She placed her paper down and looked straight into the television cameras. The nine-term congresswoman from Florida’s 22nd District was a political pro. Brenda Adelman had grown up on Long Island on the fringes of the powerful political machine of Rockland County. Witnessing the mass migration of her elderly Jewish relatives from New York to the Southern states, she, too, moved with her political ambitions—and built an impressive congressional career on the magic formula of the South Florida triple defense: Social Security, sugar subsidies, and Israel.
Brenda had been less successful in romance, however. She’d hastily married an ophthalmologist of Cuban descent. They quietly divorced after only a few months and the episode appeared to have had little impact on her life. The political benefit of a hyphenated last name was, however, substantial. Becoming a champion of democracy in the Caribbean bolstered her hawkish foreign policy credentials—and turbocharged her fund-raising capabilities across South Florida.
“Consent of the governed,” Adelman-Zamora lectured. “Those words have meaning. We as a nation believe in democracy and freedom. We defend these values at home and we promote these values abroad. This means we must fight against dictatorship and repression, wherever it may rear its ugly head. That is the destiny of the United States. Freedom and democracy are interwoven into our values and ultimately into our national security. And that brings us to our topic of this hearing this morning.
“A principal task of our intelligence services is to monitor and analyze the political forces of tyranny. We cannot defeat an enemy that we do not understand. We rely on the capabilities of the great men and women who serve our country in the intelligence services to look underneath every rock, to listen in the dark corners, to unearth the secrets of our enemies so that the march of freedom can resume. However, too often we have failed to foresee change coming.”
The chairwoman returned to her written text and continued, “We did not predict the Iranian revolution coming in 1979 and we continue to fly blind on political change in Tehran. We did not foresee the collapse of the Soviet Union and we have been unable to foresee new Russian aggression. We have repeatedly missed the signs of new threats to the state of Israel, our most important democratic ally in the Middle East.”
Chairwoman Adelman-Zamora removed her reading glasses and sighed deeply for the cameras. “And most obvious of all, our neighbor to the south has been imprisoned by tyranny since 1959. That once-proud nation should be a close American ally. It should be an engine for prosperity in our hemisphere. Instead, our long history of failure to bring liberty to a country just ninety miles from our own shores is an affront to free people everywhere. Our missteps are a lingering embarrassment for these great United States. Today, we are continuing to fail freedom-loving people around the world by the misguided policy of our own administration. Despite the ill-advised steps by the State Department to embrace dictatorship and apologize for oppression, our neighbors remain locked in chains. I have called this special hearing today to ask a simple but vital question: How are we still losing Cuba?”
6.
CIA HEADQUARTERS, LANGLEY, VIRGINIA
TUESDAY, 11:15 A.M.
The red file taunted the Deputy Director. He snatched the folder labeled OPERATION RAINMAKER and threw it across the room. It flew like a Frisbee for a second before the papers scattered everywhere and floated down around his office like snowflakes.

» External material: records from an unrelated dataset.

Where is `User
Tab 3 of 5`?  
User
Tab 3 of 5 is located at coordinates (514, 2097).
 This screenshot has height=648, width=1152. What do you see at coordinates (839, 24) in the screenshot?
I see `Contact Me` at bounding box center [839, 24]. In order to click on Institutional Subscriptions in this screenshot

“Dammit,” he swore to himself. He grimaced at the tall pile of files on his desk, a catalog of every covert operation by the Central Intelligence Agency against Cuba since the revolution in 1959. OPERATION TASMANIAN DEVIL, OPERATION PANDORA, OPERATION DEMON BARBER, OPERATION PIT BOSS, OPERATION BANANA SUNRISE. This mountain is a pathetic collection of history, he thought. A graveyard of bad ideas.

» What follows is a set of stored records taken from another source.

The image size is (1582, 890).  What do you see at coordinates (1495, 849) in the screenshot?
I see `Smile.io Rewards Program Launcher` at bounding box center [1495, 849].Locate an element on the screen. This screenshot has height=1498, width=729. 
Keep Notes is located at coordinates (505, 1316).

On the very bottom was a file much fatter than the others. He extracted OPERATION ZAPATA, tipping over the rest of the folders into a fan on his desk. As he opened the thick ZAPATA file, he winced as his chest tightened. The first document was a memo summarizing the Agency’s most embarrassing fiasco, the April 17, 1961, botched invasion by CIA-supported Cuban exiles at the Bay of Pigs. The memo to the CIA Director had been by Randolph Nye, the Deputy Director of Operations during the height of the Cold War. Nye was the man who had occupied this precise office, this seat. His seat.
Nye had accomplished many things that the world would never know about, but he had died a year ago, unredeemed. Quiet victories in Egypt, in the Congo, in Mexico, and in the Philippines. But the world would always remember the black eye of the Bay of Pigs. The air cover wasn’t approved. The ammunition ran out. The weather turned. The cash never arrived. Everything had gone wrong on that day.
Randolph Nye was now gone, but his ghost lived on in these walls, thought the Deputy Director. He wouldn’t allow that to happen to him. He wouldn’t allow that to happen again.